Anyone who actually believed that joke of a press conference Obama held yesterday about ‘reforming’ NSA spying is kidding themselves. Basically what Obama said that ‘we’re going to keep spying on you, we’ll just get someone else to store your metadata, so get over it.’
Wizbang blog sums up Obama’s BS about the NSA spying perfectly:
This is the President who was surprised to learn that his AG was running a gun-running operation arming the Mexican cartels, he was shocked to discover the IRS was imitating the Spanish Inquisition with his political opponents, and utterly flabbergasted – after meeting endlessly with his golf coach Kathleen Sebelius – that the ObamaCare website didn’t work.
The President is saying that he’s going to set up some commissions to do some stuff and make some recommendations. He wants more commissions to look at the long term storage of metadata.
Here are the problems with all that: Barack Obama. The National Security Agency. The United States Government.
Mr. President, we the people don’t trust any of you. Not one little teeny weenie little bit. At all.
So the NSA’s spying on Americans is going to cease “as it currently exists”. Heh. They are not changing anything. This doesn’t even count for fiddling at the margins.
The administration is going to continue to collect and parse the metadata – and whatever else they’re doing. The only question is where they’re going to store it. The phone companies don’t want to store it because they don’t want to incur the enormous cost of long term storage. They don’t want the security nightmare. And you can bet your last dime they’ll be sued out of existence over leaks or perceptions of leaks or their cooperation, at gun point, with the NSA and the Obama administration.
The President says they’re going to toughen the requirements to look through the metadata for individual information. Heck, they’re going to go back to the FISA court, whose inner workings are secret, and get a warrant. That would be the same court that has turned down less than 100 requests for warrants since 1979. Gee, that makes me feel safe.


WHAT IS BEING ASKED: Gather every line below where "others" appears.

(Excerpts from a dataset)
━━━━━━━━━━

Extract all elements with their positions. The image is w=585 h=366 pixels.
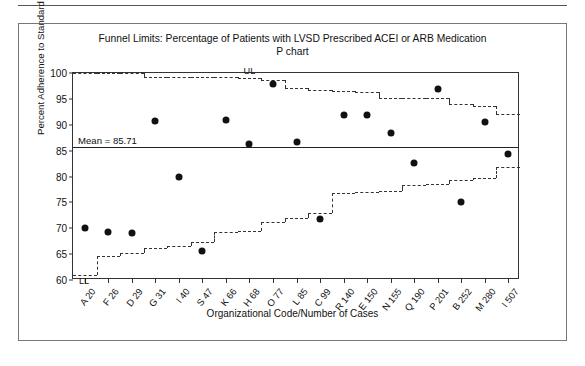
upper-limit-label: UL xyxy=(244,66,256,76)
x-tick-mark xyxy=(320,278,321,283)
data-point xyxy=(152,118,159,125)
y-tick-label: 90 xyxy=(56,119,67,130)
y-tick-label: 80 xyxy=(56,171,67,182)
figure-root: Funnel Limits: Percentage of Patients wi… xyxy=(0,0,585,366)
upper-limit-riser xyxy=(285,80,286,88)
upper-limit-segment xyxy=(449,104,473,105)
x-tick-mark xyxy=(508,278,509,283)
x-tick-label: S 47 xyxy=(195,286,216,308)
y-tick-mark xyxy=(69,254,73,255)
x-tick-mark xyxy=(202,278,203,283)
y-tick-label: 95 xyxy=(56,93,67,104)
y-tick-label: 70 xyxy=(56,223,67,234)
y-tick-label: 100 xyxy=(50,68,67,79)
upper-limit-segment xyxy=(167,77,191,78)
lower-limit-segment xyxy=(191,242,215,243)
x-tick-mark xyxy=(155,278,156,283)
upper-limit-segment xyxy=(285,88,309,89)
upper-limit-segment xyxy=(238,78,262,79)
y-tick-mark xyxy=(69,150,73,151)
x-tick-mark xyxy=(132,278,133,283)
data-point xyxy=(222,117,229,124)
x-tick-mark xyxy=(344,278,345,283)
mean-line xyxy=(73,147,518,148)
upper-limit-riser xyxy=(379,92,380,99)
lower-limit-segment xyxy=(97,256,121,257)
x-tick-mark xyxy=(391,278,392,283)
y-tick-mark xyxy=(69,202,73,203)
y-tick-mark xyxy=(69,98,73,99)
data-point xyxy=(105,228,112,235)
lower-limit-riser xyxy=(214,232,215,242)
upper-limit-segment xyxy=(402,98,426,99)
x-tick-mark xyxy=(438,278,439,283)
lower-limit-segment xyxy=(355,192,379,193)
data-point xyxy=(81,225,88,232)
upper-limit-segment xyxy=(73,73,97,74)
lower-limit-segment xyxy=(120,253,144,254)
x-tick-mark xyxy=(226,278,227,283)
x-axis-label: Organizational Code/Number of Cases xyxy=(19,308,566,319)
data-point xyxy=(340,111,347,118)
data-point xyxy=(246,140,253,147)
data-point xyxy=(387,130,394,137)
x-tick-mark xyxy=(461,278,462,283)
data-point xyxy=(128,230,135,237)
x-tick-mark xyxy=(273,278,274,283)
data-point xyxy=(434,86,441,93)
upper-limit-segment xyxy=(332,91,356,92)
data-point xyxy=(364,111,371,118)
lower-limit-segment xyxy=(144,248,168,249)
y-tick-label: 75 xyxy=(56,197,67,208)
x-tick-mark xyxy=(367,278,368,283)
data-point xyxy=(505,151,512,158)
y-axis-label: Percent Adherence to Standard xyxy=(35,0,46,168)
upper-limit-segment xyxy=(308,90,332,91)
x-tick-label: F 26 xyxy=(101,286,121,308)
lower-limit-segment xyxy=(214,232,238,233)
x-tick-label: C 99 xyxy=(312,286,333,308)
upper-limit-segment xyxy=(473,106,497,107)
lower-limit-segment xyxy=(308,213,332,214)
lower-limit-segment xyxy=(449,180,473,181)
x-tick-mark xyxy=(249,278,250,283)
upper-limit-segment xyxy=(496,114,520,115)
upper-limit-segment xyxy=(120,73,144,74)
lower-limit-segment xyxy=(379,191,403,192)
x-tick-mark xyxy=(297,278,298,283)
upper-limit-segment xyxy=(191,77,215,78)
lower-limit-riser xyxy=(496,167,497,177)
chart-title: Funnel Limits: Percentage of Patients wi… xyxy=(19,32,566,45)
x-tick-mark xyxy=(485,278,486,283)
lower-limit-segment xyxy=(473,178,497,179)
y-tick-mark xyxy=(69,176,73,177)
figure-border-box: Funnel Limits: Percentage of Patients wi… xyxy=(18,23,567,341)
upper-limit-segment xyxy=(426,98,450,99)
data-point xyxy=(199,248,206,255)
x-tick-label: I 40 xyxy=(173,286,191,305)
x-tick-label: H 68 xyxy=(241,286,262,308)
lower-limit-segment xyxy=(261,222,285,223)
x-tick-label: O 77 xyxy=(264,286,285,309)
x-tick-label: G 31 xyxy=(147,286,168,309)
x-tick-mark xyxy=(414,278,415,283)
x-tick-mark xyxy=(179,278,180,283)
y-tick-label: 85 xyxy=(56,145,67,156)
data-point xyxy=(458,199,465,206)
data-point xyxy=(317,215,324,222)
upper-limit-segment xyxy=(97,73,121,74)
lower-limit-segment xyxy=(167,246,191,247)
upper-limit-riser xyxy=(496,106,497,114)
chart-subtitle: P chart xyxy=(19,45,566,58)
data-point xyxy=(269,81,276,88)
upper-limit-segment xyxy=(214,77,238,78)
data-point xyxy=(175,173,182,180)
lower-limit-riser xyxy=(332,193,333,213)
y-tick-mark xyxy=(69,124,73,125)
x-tick-label: I 507 xyxy=(499,286,521,309)
lower-limit-segment xyxy=(402,185,426,186)
lower-limit-label: LL xyxy=(79,276,89,286)
upper-limit-segment xyxy=(144,77,168,78)
lower-limit-riser xyxy=(97,256,98,275)
x-tick-label: D 29 xyxy=(124,286,145,308)
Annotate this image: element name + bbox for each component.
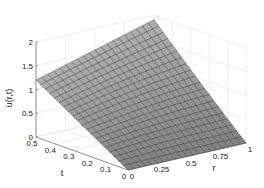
r-tick-label: 0.25 xyxy=(154,165,170,174)
t-tick-label: 0 xyxy=(122,172,127,181)
surface-mesh xyxy=(36,20,246,170)
t-tick-label: 0.3 xyxy=(63,152,75,161)
z-tick-label: 1.5 xyxy=(22,62,34,71)
z-tick-label: 0.5 xyxy=(22,109,34,118)
z-tick-label: 1 xyxy=(29,86,34,95)
z-tick-label: 2 xyxy=(29,38,34,47)
z-axis-label: u(r,t) xyxy=(4,89,14,108)
y-axis-label: t xyxy=(61,168,64,178)
r-tick-label: 0 xyxy=(130,172,135,181)
x-axis-label: r xyxy=(213,163,216,173)
t-tick-label: 0.1 xyxy=(100,165,112,174)
r-tick-label: 0.5 xyxy=(185,159,197,168)
t-tick-label: 0.2 xyxy=(82,159,94,168)
t-tick-label: 0.4 xyxy=(45,146,57,155)
r-tick-label: 1 xyxy=(248,145,253,154)
r-tick-label: 0.75 xyxy=(213,152,229,161)
t-tick-label: 0.5 xyxy=(26,139,38,148)
surface-plot: 00.511.5200.10.20.30.40.500.250.50.751 u… xyxy=(0,0,264,188)
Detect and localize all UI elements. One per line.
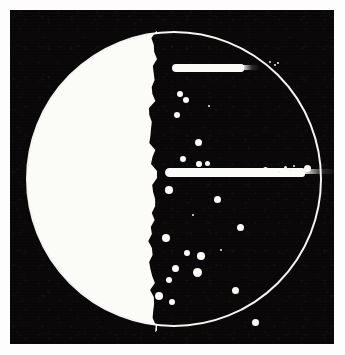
satellite-speck [274, 64, 276, 66]
bacterial-colony [183, 97, 189, 103]
satellite-speck [277, 62, 279, 64]
bacterial-colony [193, 268, 202, 277]
bacterial-colony [205, 161, 210, 166]
bacterial-colony [166, 277, 172, 283]
bacterial-colony [165, 186, 173, 194]
bacterial-colony [232, 287, 239, 294]
bacterial-colony [196, 161, 202, 167]
bacterial-colony [237, 224, 244, 231]
satellite-speck [293, 165, 295, 167]
bacterial-colony [172, 265, 179, 272]
bacterial-colony [195, 139, 202, 146]
satellite-speck [220, 249, 222, 251]
middle-streak-tail [303, 169, 334, 174]
figure-root [0, 0, 345, 355]
bacterial-colony [155, 292, 163, 300]
bacterial-colony [169, 299, 175, 305]
middle-streak [165, 168, 305, 177]
bacterial-colony [197, 252, 205, 260]
satellite-speck [208, 105, 210, 107]
satellite-speck [269, 61, 272, 64]
upper-streak-tail [242, 65, 260, 69]
confluent-growth-lawn [26, 26, 157, 332]
bacterial-colony [252, 319, 259, 326]
upper-streak [172, 64, 244, 72]
culture-plate-photograph [10, 10, 334, 344]
bacterial-colony [214, 196, 221, 203]
satellite-speck [284, 166, 287, 169]
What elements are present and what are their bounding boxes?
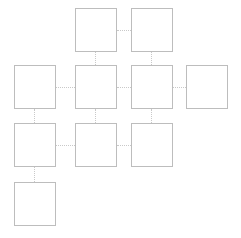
diagram-canvas <box>0 0 241 238</box>
connector-horizontal <box>117 145 131 146</box>
connector-vertical <box>151 52 152 65</box>
node-box[interactable] <box>14 65 56 109</box>
node-box[interactable] <box>14 123 56 167</box>
connector-horizontal <box>117 87 131 88</box>
connector-horizontal <box>117 30 131 31</box>
connector-horizontal <box>56 145 75 146</box>
connector-vertical <box>34 109 35 123</box>
node-box[interactable] <box>75 65 117 109</box>
node-box[interactable] <box>131 8 173 52</box>
connector-horizontal <box>173 87 186 88</box>
connector-horizontal <box>56 87 75 88</box>
node-box[interactable] <box>75 8 117 52</box>
node-box[interactable] <box>131 65 173 109</box>
node-box[interactable] <box>14 182 56 226</box>
node-box[interactable] <box>131 123 173 167</box>
connector-vertical <box>95 109 96 123</box>
node-box[interactable] <box>186 65 228 109</box>
connector-vertical <box>95 52 96 65</box>
node-box[interactable] <box>75 123 117 167</box>
connector-vertical <box>34 167 35 182</box>
connector-vertical <box>151 109 152 123</box>
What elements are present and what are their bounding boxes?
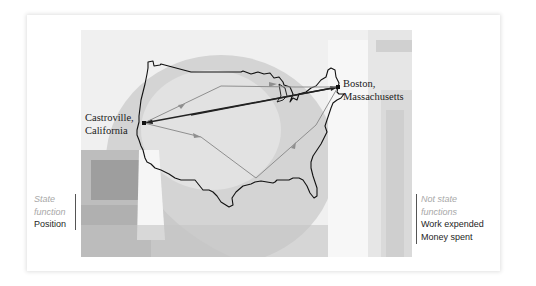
right-divider (416, 194, 417, 244)
background-photo (81, 30, 412, 257)
not-state-function-item: Money spent (421, 231, 501, 244)
state-function-item: Position (34, 218, 74, 231)
destination-city: Boston, (343, 77, 404, 90)
state-function-annotation: State function Position (34, 193, 74, 231)
category-label-line2: functions (421, 206, 501, 219)
us-map-diagram (81, 30, 412, 257)
destination-label: Boston, Massachusetts (343, 77, 404, 103)
category-label-line1: State (34, 193, 74, 206)
category-label-line1: Not state (421, 193, 501, 206)
category-label-line2: function (34, 206, 74, 219)
not-state-function-annotation: Not state functions Work expended Money … (421, 193, 501, 243)
destination-state: Massachusetts (343, 90, 404, 103)
origin-city: Castroville, (85, 111, 134, 124)
origin-label: Castroville, California (85, 111, 134, 137)
not-state-function-item: Work expended (421, 218, 501, 231)
origin-state: California (85, 124, 134, 137)
left-divider (75, 194, 76, 230)
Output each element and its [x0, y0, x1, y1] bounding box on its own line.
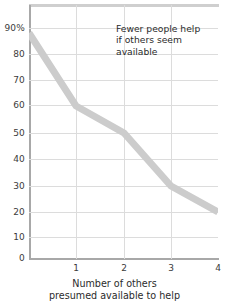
- annotation-line-2: if others seem: [116, 34, 216, 45]
- annotation-line-3: available: [116, 46, 216, 57]
- x-axis-title: Number of others presumed available to h…: [0, 278, 229, 303]
- x-tick-label-4: 4: [208, 263, 228, 273]
- x-tick-label-1: 1: [66, 263, 86, 273]
- annotation-line-1: Fewer people help: [116, 23, 216, 34]
- x-axis-title-line-1: Number of others: [0, 278, 229, 290]
- chart-annotation: Fewer people help if others seem availab…: [116, 23, 216, 57]
- x-tick-label-3: 3: [161, 263, 181, 273]
- chart-figure: 90% 80 70 60 50 40 30 20 10 0 1 2 3 4 Fe…: [0, 0, 229, 308]
- x-axis-title-line-2: presumed available to help: [0, 290, 229, 302]
- x-tick-label-2: 2: [114, 263, 134, 273]
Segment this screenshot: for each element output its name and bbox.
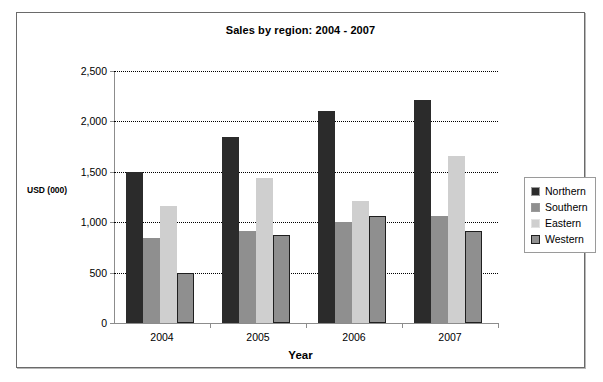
bar-eastern-2007 [448, 156, 465, 323]
x-axis-tick-mark [306, 323, 307, 328]
gridline [114, 172, 498, 173]
y-axis-title: USD (000) [27, 185, 67, 195]
legend-label: Northern [545, 185, 586, 197]
legend-swatch-eastern-icon [531, 219, 540, 228]
bar-southern-2006 [335, 222, 352, 323]
y-axis-tick-label: 1,500 [81, 166, 107, 178]
legend-item-western[interactable]: Western [531, 231, 590, 247]
bar-northern-2007 [414, 100, 431, 323]
y-axis-tick-mark [110, 222, 114, 223]
legend-item-southern[interactable]: Southern [531, 199, 590, 215]
bar-southern-2004 [143, 238, 160, 323]
legend-label: Eastern [545, 217, 581, 229]
bar-western-2005 [273, 235, 290, 323]
legend-swatch-northern-icon [531, 187, 540, 196]
y-axis-tick-mark [110, 273, 114, 274]
chart-figure-frame: Sales by region: 2004 - 2007 USD (000) 0… [16, 12, 585, 368]
legend-label: Western [545, 233, 584, 245]
x-axis-tick-mark [210, 323, 211, 328]
y-axis-tick-mark [110, 121, 114, 122]
y-axis-tick-label: 2,000 [81, 115, 107, 127]
x-axis-tick-mark [402, 323, 403, 328]
legend-swatch-southern-icon [531, 203, 540, 212]
chart-legend: NorthernSouthernEasternWestern [524, 177, 596, 253]
bar-western-2004 [177, 273, 194, 323]
legend-swatch-western-icon [531, 235, 540, 244]
y-axis-line [114, 71, 115, 323]
x-axis-tick-label: 2007 [438, 331, 461, 343]
legend-item-eastern[interactable]: Eastern [531, 215, 590, 231]
legend-item-northern[interactable]: Northern [531, 183, 590, 199]
bar-eastern-2006 [352, 201, 369, 323]
y-axis-tick-label: 0 [101, 317, 107, 329]
y-axis-tick-label: 2,500 [81, 65, 107, 77]
y-axis-tick-label: 1,000 [81, 216, 107, 228]
y-axis-tick-mark [110, 323, 114, 324]
x-axis-tick-mark [498, 323, 499, 328]
bar-western-2006 [369, 216, 386, 323]
y-axis-tick-label: 500 [89, 267, 107, 279]
bar-northern-2005 [222, 137, 239, 323]
x-axis-tick-label: 2006 [342, 331, 365, 343]
bar-western-2007 [465, 231, 482, 323]
x-axis-title: Year [17, 349, 584, 361]
legend-label: Southern [545, 201, 588, 213]
bar-southern-2007 [431, 216, 448, 323]
y-axis-tick-mark [110, 71, 114, 72]
bar-eastern-2005 [256, 178, 273, 323]
y-axis-tick-mark [110, 172, 114, 173]
gridline [114, 71, 498, 72]
bar-eastern-2004 [160, 206, 177, 323]
gridline [114, 121, 498, 122]
chart-title: Sales by region: 2004 - 2007 [17, 24, 584, 36]
bar-southern-2005 [239, 231, 256, 323]
x-axis-tick-label: 2005 [246, 331, 269, 343]
bar-northern-2006 [318, 111, 335, 323]
plot-area: 05001,0001,5002,0002,500 200420052006200… [114, 71, 498, 323]
x-axis-tick-label: 2004 [150, 331, 173, 343]
bar-northern-2004 [126, 172, 143, 323]
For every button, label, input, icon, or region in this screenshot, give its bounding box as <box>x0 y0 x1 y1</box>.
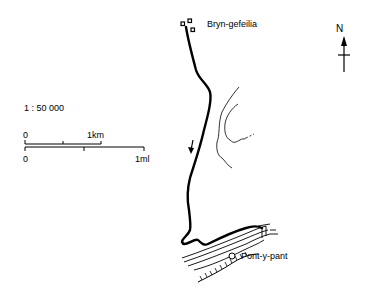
direction-arrow-icon <box>188 140 194 154</box>
contour-line <box>217 87 239 168</box>
north-arrow-icon <box>338 36 350 72</box>
scale-mile-end: 1ml <box>135 154 150 164</box>
scale-bar-mile <box>25 147 144 151</box>
scale-ratio: 1 : 50 000 <box>24 103 64 113</box>
north-label: N <box>336 23 343 34</box>
place-label-pont-y-pant: Pont-y-pant <box>241 251 288 261</box>
station-icon <box>229 253 235 259</box>
scale-km-start: 0 <box>23 130 28 140</box>
scale-km-end: 1km <box>87 130 104 140</box>
scale-mile-start: 0 <box>23 154 28 164</box>
building-icons <box>181 19 195 32</box>
map-canvas <box>0 0 368 298</box>
contour-dashed <box>246 134 254 138</box>
scale-bar-km <box>25 140 101 144</box>
bridge-icon <box>258 224 278 238</box>
place-label-bryn-gefeilia: Bryn-gefeilia <box>207 19 257 29</box>
contour-line <box>225 104 246 142</box>
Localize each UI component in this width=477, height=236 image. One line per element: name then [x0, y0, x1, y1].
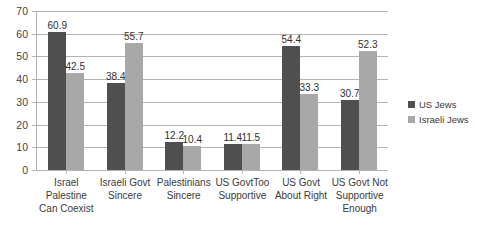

━━━━━━━━━━

SOLUTION TO THE EXERCISE:
- annotation-line-2: if others seem: [116, 34, 216, 45]
- x-axis-title: Number of others presumed available to h…: [0, 278, 229, 303]
- x-axis-title-line-1: Number of others: [0, 278, 229, 290]
- chart-annotation: Fewer people help if others seem availab…: [116, 23, 216, 57]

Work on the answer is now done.